Atsawaka language

Atsawaka
Atsahuaca-Yamiaca
Native to Peru
Region Carama River
Extinct (date missing)[1]
Panoan
  • Mainline Panoan
    • Nawa
      • Madre de Dios
        • Atsawaka
Dialects
  • Atsawaka
  • Yamiaka
Language codes
ISO 639-3 atc
atc
Glottolog atsa1242[2]

Atswawaka, also called Atsahuaca, or Atsawaka-Yamiaka, is an extinct Panoan language of Peru. Atsahuaca is the name that the tribe calls themselves, meaning "children of the manioc" in their own language. Alternate spellings of the name of the Atswakaka language include: Atsawaka, Atsawaca, Astahuaca, Yamiaca, Yamiaka, Atsawaka-Yamiaka, and Atsahuaca-Yamiaca.

There were 20 speakers in 1904.

Alphabet

The Atswawaka alphabet uses 24 letters commonly, and has 8 characters used for vowels. [3]

Common character(s) Alternate version IPA symbol
a a
e i, ï, y i
i i
u o ʊ ~ o
an ã ã
en
in ĩ ĩ
un õ õ
c k, qu k
d r d
ch č
f ɸ ~ β
h j h
m m
n n
p p
qu k
r ɾ
s s
x sh, š ʃ ~ ʂ
t t
ts ts
w hu w
y j

Vocabulary[4]

Man - t'harki

Woman - tcinani

Yes - ei

No - tcama

Tea - ita

Tree - isthehowa

References

  1. Atsawaka at Ethnologue (15th ed., 2005)
  2. Hammarström, Harald; Forkel, Robert; Haspelmath, Martin, eds. (2017). "Atsahuaca". Glottolog 3.0. Jena, Germany: Max Planck Institute for the Science of Human History.
  3. "Atsahuaca Pronunciation and Spelling Guide". www.native-languages.org/. Native Languages of the Americas website. 2015. Retrieved December 2, 2016.
  4. Farabee, William Curtis (1922). Indian Tribes of Eastern Peru. Cambridge, Massachusetts: The Museum. p. 162.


**YOUR INSTRUCTIONS**
Every entry below should be reproduced exactly, with all pictures left out.

**RECORDS PROVIDED**
◆ ◆ ◆ ◆ ◆

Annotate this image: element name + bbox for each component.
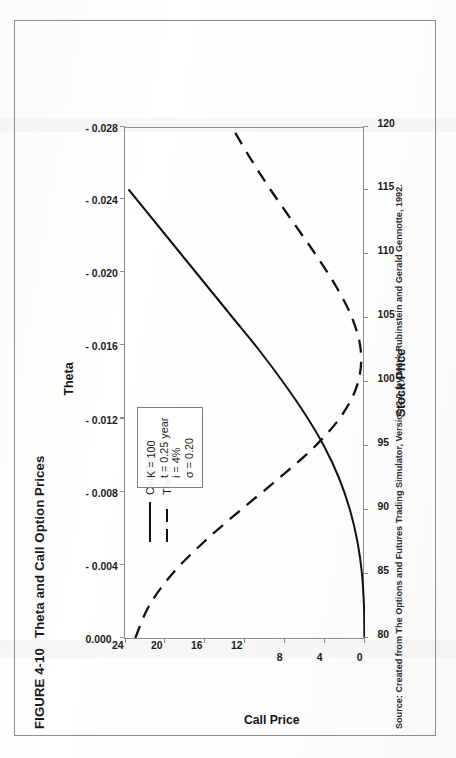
theta-tick-label: - 0.028 [86, 123, 118, 134]
call-price-tick [125, 638, 126, 643]
theta-tick-label: - 0.020 [86, 268, 118, 279]
stock-price-tick [363, 573, 368, 574]
figure-caption: FIGURE 4-10Theta and Call Option Prices [32, 456, 47, 729]
secondary-axis-title-theta: Theta [62, 29, 76, 729]
theta-tick [120, 417, 125, 418]
stock-price-tick-label: 105 [378, 309, 395, 320]
theta-tick-label: 0.000 [86, 634, 112, 645]
call-price-tick [364, 638, 365, 643]
figure-title: Theta and Call Option Prices [32, 456, 47, 638]
theta-tick-label: - 0.012 [86, 414, 118, 425]
param-time: t = 0.25 year [158, 418, 171, 478]
stock-price-tick [363, 189, 368, 190]
chart-area: Theta [66, 29, 366, 729]
legend-key-dashed-icon [161, 502, 172, 542]
figure-number: FIGURE 4-10 [32, 648, 47, 729]
call-price-tick-label: 12 [231, 640, 243, 651]
param-vol: σ = 0.20 [183, 418, 196, 478]
call-price-tick-label: 24 [112, 640, 124, 651]
param-strike: K = 100 [145, 418, 158, 478]
call-price-tick [324, 638, 325, 643]
stock-price-tick [363, 317, 368, 318]
call-price-tick-label: 16 [191, 640, 203, 651]
stock-price-tick [363, 381, 368, 382]
legend-key-solid-icon [144, 502, 155, 542]
call-price-tick [284, 638, 285, 643]
theta-tick-label: - 0.008 [86, 487, 118, 498]
theta-tick [120, 271, 125, 272]
call-price-tick [204, 638, 205, 643]
stock-price-tick [363, 126, 368, 127]
parameter-box: K = 100 t = 0.25 year i = 4% σ = 0.20 [137, 407, 203, 488]
theta-tick-label: - 0.024 [86, 195, 118, 206]
call-price-tick-label: 0 [357, 652, 363, 663]
call-price-tick [164, 638, 165, 643]
theta-tick [120, 198, 125, 199]
stock-price-tick-label: 90 [378, 501, 390, 512]
theta-curve [135, 126, 361, 638]
stock-price-tick [363, 509, 368, 510]
call-price-tick-label: 4 [317, 652, 323, 663]
stock-price-tick-label: 115 [378, 181, 395, 192]
param-rate: i = 4% [170, 418, 183, 478]
call-price-tick-label: 20 [151, 640, 163, 651]
stock-price-tick [363, 445, 368, 446]
stock-price-tick-label: 85 [378, 565, 390, 576]
theta-tick [120, 564, 125, 565]
call-price-tick [244, 638, 245, 643]
stock-price-tick-label: 80 [378, 629, 390, 640]
call-price-tick-label: 8 [277, 652, 283, 663]
plot-frame: Call Price Theta K = 100 t = 0.25 year i… [124, 127, 364, 639]
theta-tick [120, 344, 125, 345]
stock-price-tick [363, 253, 368, 254]
y-axis-title-call-price: Call Price [244, 713, 300, 727]
theta-tick [120, 491, 125, 492]
source-note: Source: Created from The Options and Fut… [394, 184, 404, 729]
stock-price-tick-label: 120 [378, 118, 395, 129]
stock-price-tick-label: 100 [378, 373, 395, 384]
theta-tick-label: - 0.016 [86, 341, 118, 352]
theta-tick [120, 126, 125, 127]
figure-canvas: FIGURE 4-10Theta and Call Option Prices … [26, 29, 430, 729]
theta-tick-label: - 0.004 [86, 560, 118, 571]
stock-price-tick-label: 95 [378, 437, 390, 448]
stock-price-tick-label: 110 [378, 245, 395, 256]
plot-curves [125, 126, 365, 638]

◆ ◆ ◆ ◆ ◆

**EXERCISE RESPONSE**
Annotate this image: element name + bbox for each component.
theta-tick-label: - 0.028 [86, 123, 118, 134]
call-price-tick [125, 638, 126, 643]
theta-tick-label: - 0.020 [86, 268, 118, 279]
stock-price-tick [363, 573, 368, 574]
figure-caption: FIGURE 4-10Theta and Call Option Prices [32, 456, 47, 729]
secondary-axis-title-theta: Theta [62, 29, 76, 729]
theta-tick [120, 417, 125, 418]
stock-price-tick-label: 105 [378, 309, 395, 320]
theta-tick-label: 0.000 [86, 634, 112, 645]
call-price-tick [364, 638, 365, 643]
figure-title: Theta and Call Option Prices [32, 456, 47, 638]
theta-tick-label: - 0.012 [86, 414, 118, 425]
param-time: t = 0.25 year [158, 418, 171, 478]
stock-price-tick [363, 189, 368, 190]
chart-area: Theta [66, 29, 366, 729]
legend-key-dashed-icon [161, 502, 172, 542]
figure-number: FIGURE 4-10 [32, 648, 47, 729]
call-price-tick-label: 12 [231, 640, 243, 651]
param-vol: σ = 0.20 [183, 418, 196, 478]
call-price-tick-label: 24 [112, 640, 124, 651]
param-strike: K = 100 [145, 418, 158, 478]
call-price-tick [324, 638, 325, 643]
stock-price-tick [363, 317, 368, 318]
call-price-tick-label: 16 [191, 640, 203, 651]
stock-price-tick [363, 381, 368, 382]
legend-key-solid-icon [144, 502, 155, 542]
call-price-tick [284, 638, 285, 643]
theta-tick-label: - 0.008 [86, 487, 118, 498]
theta-tick [120, 271, 125, 272]
call-price-tick [204, 638, 205, 643]
stock-price-tick [363, 126, 368, 127]
parameter-box: K = 100 t = 0.25 year i = 4% σ = 0.20 [137, 407, 203, 488]
theta-tick-label: - 0.024 [86, 195, 118, 206]
call-price-tick-label: 0 [357, 652, 363, 663]
call-price-tick [164, 638, 165, 643]
theta-tick [120, 198, 125, 199]
stock-price-tick-label: 90 [378, 501, 390, 512]
theta-curve [135, 126, 361, 638]
stock-price-tick [363, 509, 368, 510]
call-price-tick-label: 4 [317, 652, 323, 663]
stock-price-tick-label: 115 [378, 181, 395, 192]
param-rate: i = 4% [170, 418, 183, 478]
call-price-tick-label: 20 [151, 640, 163, 651]
stock-price-tick [363, 445, 368, 446]
stock-price-tick-label: 85 [378, 565, 390, 576]
theta-tick [120, 564, 125, 565]
call-price-tick [244, 638, 245, 643]
stock-price-tick-label: 80 [378, 629, 390, 640]
call-price-tick-label: 8 [277, 652, 283, 663]
plot-frame: Call Price Theta K = 100 t = 0.25 year i… [124, 127, 364, 639]
theta-tick [120, 344, 125, 345]
stock-price-tick [363, 253, 368, 254]
y-axis-title-call-price: Call Price [244, 713, 300, 727]
theta-tick [120, 491, 125, 492]
source-note: Source: Created from The Options and Fut… [394, 184, 404, 729]
stock-price-tick-label: 120 [378, 118, 395, 129]
stock-price-tick-label: 100 [378, 373, 395, 384]
theta-tick-label: - 0.016 [86, 341, 118, 352]
theta-tick [120, 126, 125, 127]
figure-canvas: FIGURE 4-10Theta and Call Option Prices … [26, 29, 430, 729]
theta-tick-label: - 0.004 [86, 560, 118, 571]
stock-price-tick-label: 95 [378, 437, 390, 448]
stock-price-tick-label: 110 [378, 245, 395, 256]
plot-curves [125, 126, 365, 638]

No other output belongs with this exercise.